We say “I will,” and don’t always do God’s will. But Christ did. He went to the cross and paid for our broken promises to God plus the heartache and tears we’ve caused those we love by failing to follow the right words with the right works. He endured the cross, scorning its shame.“And, once made perfect, he became the source of eternal salvation.” “Made perfect.” That’s what it says in the Greek. When we hear the word “perfect” we usually think of “holy”. But Jesus already was holy, so “perfect” must have a wider meaning. The translation we used today is clearer, “After he was brought to his goal”(EHV).Jesus would later use the same word when he cried from the cross“It is finished”(John 19: 30). He had reached the goal of redeeming us.

Because he did, our High Priest became the source of eternal salvation “for everyone who obeys him.”At first that sounds like we have to do something in order to be saved. You know - Jesus did his part, now we must add our part. But to obey him means to believe in him. He tells us through John’s pen, “This is his command: to believe in the name of his Son, Jesus Christ.” (1 John 3:23) To obey him is to use our God-given faith to trust the work he did – to count it as everything weneed –to make us right with God. To disobey would be to disregard what he did – to count it as nothing – and instead trust what we do to save ourselves.

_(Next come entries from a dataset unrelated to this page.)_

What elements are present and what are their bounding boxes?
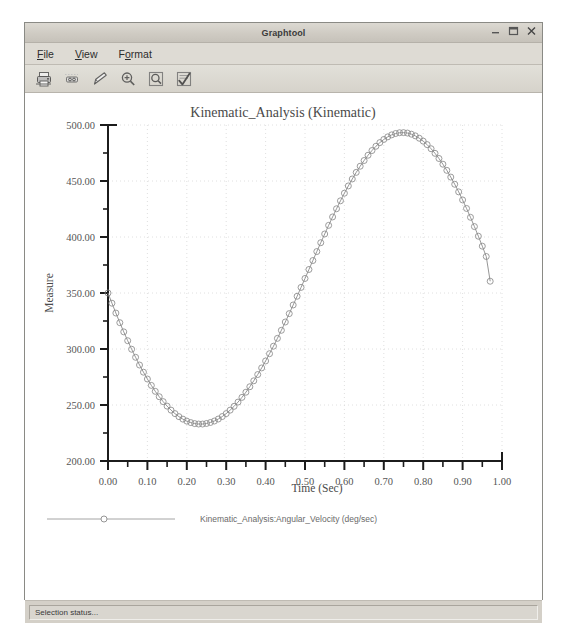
menu-item-view-rest: iew (82, 48, 98, 60)
maximize-button[interactable] (508, 25, 519, 37)
x-axis-title: Time (Sec) (291, 482, 342, 495)
y-axis-title: Measure (43, 273, 55, 313)
y-tick-label: 450.00 (66, 176, 95, 187)
chart-canvas[interactable]: Kinematic_Analysis (Kinematic) 200.00250… (25, 93, 542, 601)
menu-item-format[interactable]: Format (117, 47, 154, 61)
toolbar (25, 65, 542, 93)
close-button[interactable] (526, 25, 537, 37)
menu-item-file-rest: ile (43, 48, 54, 60)
zoom-in-icon[interactable] (118, 69, 138, 89)
edit-pencil-icon[interactable] (90, 69, 110, 89)
y-tick-label: 300.00 (66, 344, 95, 355)
x-tick-label: 0.30 (217, 476, 235, 487)
x-tick-label: 0.80 (414, 476, 432, 487)
x-tick-label: 0.10 (138, 476, 156, 487)
x-tick-label: 0.70 (375, 476, 393, 487)
legend-series-label: Kinematic_Analysis:Angular_Velocity (deg… (200, 514, 377, 524)
x-tick-label: 1.00 (493, 476, 511, 487)
graphtool-window: Graphtool (24, 22, 543, 600)
kinematic-analysis-chart: Kinematic_Analysis (Kinematic) 200.00250… (25, 93, 542, 600)
x-tick-label: 0.40 (256, 476, 274, 487)
y-tick-label: 350.00 (66, 288, 95, 299)
y-tick-label: 400.00 (66, 232, 95, 243)
x-tick-label: 0.90 (453, 476, 471, 487)
series-line-0 (108, 133, 490, 424)
chart-legend[interactable]: Kinematic_Analysis:Angular_Velocity (deg… (47, 514, 377, 524)
chart-gridlines (108, 125, 502, 461)
status-text: Selection status... (35, 608, 98, 617)
window-title: Graphtool (262, 28, 306, 38)
y-tick-label: 200.00 (66, 456, 95, 467)
print-icon[interactable] (34, 69, 54, 89)
legend-marker-sample (101, 516, 107, 522)
window-controls (490, 25, 537, 37)
zoom-window-icon[interactable] (146, 69, 166, 89)
page-setup-icon[interactable] (62, 69, 82, 89)
data-series-layer (105, 130, 493, 427)
screenshot-canvas: Graphtool (0, 0, 567, 624)
menu-bar: File View Format (25, 43, 542, 65)
x-tick-label: 0.20 (178, 476, 196, 487)
menu-item-view[interactable]: View (73, 47, 100, 61)
checklist-icon[interactable] (174, 69, 194, 89)
status-bar: Selection status... (25, 601, 542, 623)
y-tick-label: 250.00 (66, 400, 95, 411)
x-tick-label: 0.00 (99, 476, 117, 487)
menu-item-file[interactable]: File (35, 47, 56, 61)
window-title-bar[interactable]: Graphtool (25, 23, 542, 43)
y-axis-ticks: 200.00250.00300.00350.00400.00450.00500.… (66, 120, 108, 467)
series-markers-0 (105, 130, 493, 427)
status-field: Selection status... (29, 605, 538, 620)
chart-title: Kinematic_Analysis (Kinematic) (190, 105, 376, 121)
y-tick-label: 500.00 (66, 120, 95, 131)
minimize-button[interactable] (490, 25, 501, 37)
chart-plot-region: Kinematic_Analysis (Kinematic) 200.00250… (25, 93, 542, 600)
menu-item-format-rest: rmat (131, 48, 152, 60)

Which brings us back to the reason for this letter. God has already sent us the greatest and last High Priest, and he’s done it all for you. He was totally devoted to saving you. There was nothing in it for him except the joy of seeing you heaven with him! Sowhere else could we go? Only Jesus has the words of eternal life!

Several years ago a man’s car stalled in busy traffic in Rochester and another man stopped to help him push it out of the way. They were both hit by a passing car. The man who had stopped to help became paralyzed for the rest of his life. You and I can imagine how terrible the owner of the stalled car felt. He felt responsible. It was his car that stalled. Now a helpful stranger was paralyzed. When we look at what our sins did to Jesus and hear his loud cries and tears for strength to help us, it’s enough to bring us to our knees and sing in one of our Lenten hymns, “I caused your grief and sighing By evils multiplying as countless as the sands! I caused the woes unnumbered with which your soul is cumbered, your sorrows raised by wicked hands.” (CW # 113)

But Jesus doesn’t tell us about his tears, fears, anguish, suffering, or death to make us feel terrible and guilty. He tells us because he wants us to know how much he loves us!He tells us so we will feel happy and relieved because he took away all ourguilt and became our only source of salvation.He did it all for you! Amen.